Young proferssionals are unable to buy their first home in Oxford – Are the Baby Boomers and Landlords to Blame?


Talk to some Oxford 20 something, for whom home ownership appears a vague dream, and they are vexatious towards the Baby Boomer generation and their pushover walk through life, their free university education, their eye watering property windfalls, their golden final salary pensions and their free bus passes.



If you bought a property in Oxford for £25,000 in first quarter of 1977, today it would be worth £549,429, an increase of 2097.7%.



But to blame the 60 and 70 year olds of Oxford for that seems a little unfair. The mature generations joined the property party in the 1970’s and 1980’s when they were allowed to take out huge mortgages, protected by the knowledge that inflation would corrode the real value of the mortgage, increase property prices, while boosting wage growth enhancing their ability to repay.



Unlike Government, neither do I blame the multitude of Oxford buy to let landlords, buying up their 10th or 11th property to add to their buy to let portfolio. They too, merely reacted to the peculiar historic inducements of the UK property market.
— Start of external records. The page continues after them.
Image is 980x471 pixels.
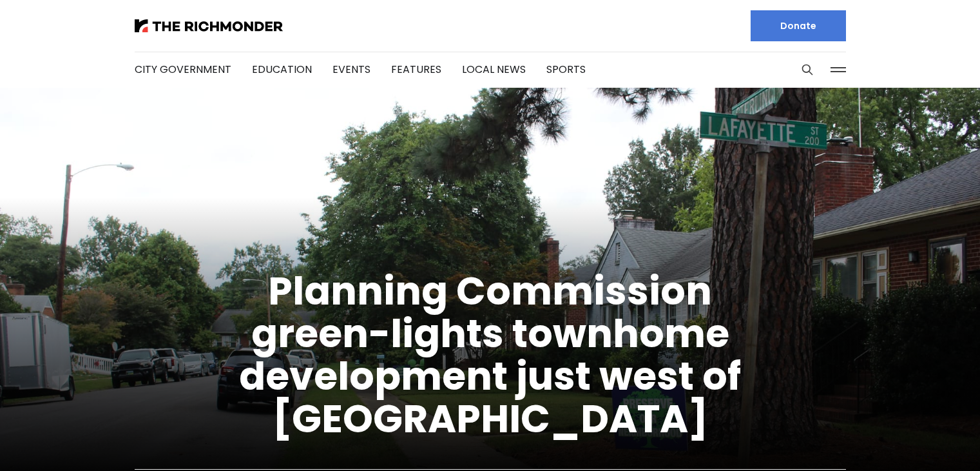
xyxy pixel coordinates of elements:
[392,62,442,77] a: Features
[134,20,283,32] img: The Richmonder
[751,10,846,41] a: Donate
[798,60,817,79] button: Search this site
[333,62,370,77] a: Events
[252,62,312,77] a: Education
[462,62,526,77] a: Local News
[134,62,231,77] a: City Government
[239,264,741,446] a: Planning Commission green-lights townhome development just west of [GEOGRAPHIC_DATA]
[546,62,586,77] a: Sports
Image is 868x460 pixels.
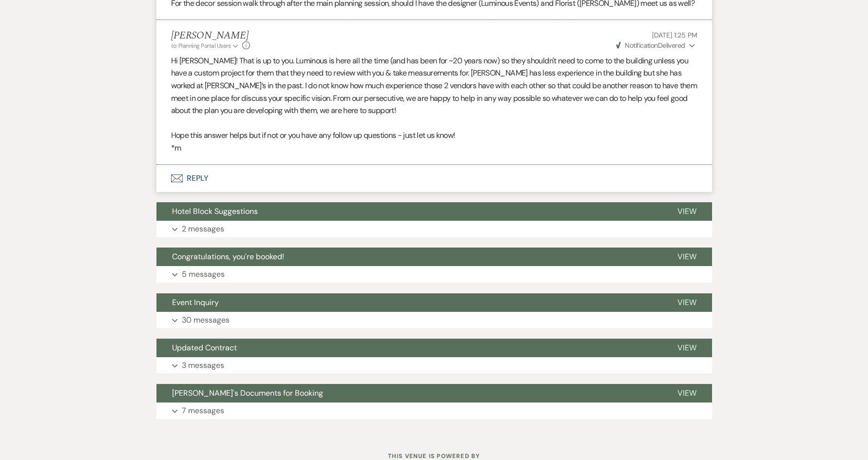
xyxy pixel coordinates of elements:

Surely someone is to blame?



Margaret Thatcher and Nigel Lawson are also good people to blame - selling off millions of council houses at knock-down values and delaying ending of the MIRAS tax relief in 1987. The Blair/Brown combo doubled stamp duty in 1997 and again in 2000, which, as a tax on property transactions, precluding a more equitable distribution of current housing stock. And, our current Government has had plenty of opportunity to change the stamp duty rules to incentivise those mature Oxford house movers to downsize, but have failed to act.

It’s easy to think the only reason that hundreds of first time buyers have been priced out of the Oxford housing market is because of private landlords. Yet, I believe they are undervalued.  With first time buyers struggling to save for a deposit, if it weren’t for those landlords buying up homes we would have a bigger housing crisis than we have today. Since the global financial crisis of 2008/9, local councils have cut services, and haven’t had enough money to build new homes.  Homes that were provided to Oxford instead by buy to let landlords helping to reduce the scale of the current crisis.


657 homes are being bought by buy to let landlords each year in the Oxford City Council area when otherwise they might have been available to other buyers.  But at a time when the current national average deposit is £51,800, most young people are simply unable to meet lenders’ demands. And, homes bought by local landlords are not standing empty, instead they equate to 4,596 of homes for local people, most of whom either see renting as a preferred option given the flexibility required by the early years of their professional lives, or accept that they cannot yet meet lender demands for deposits.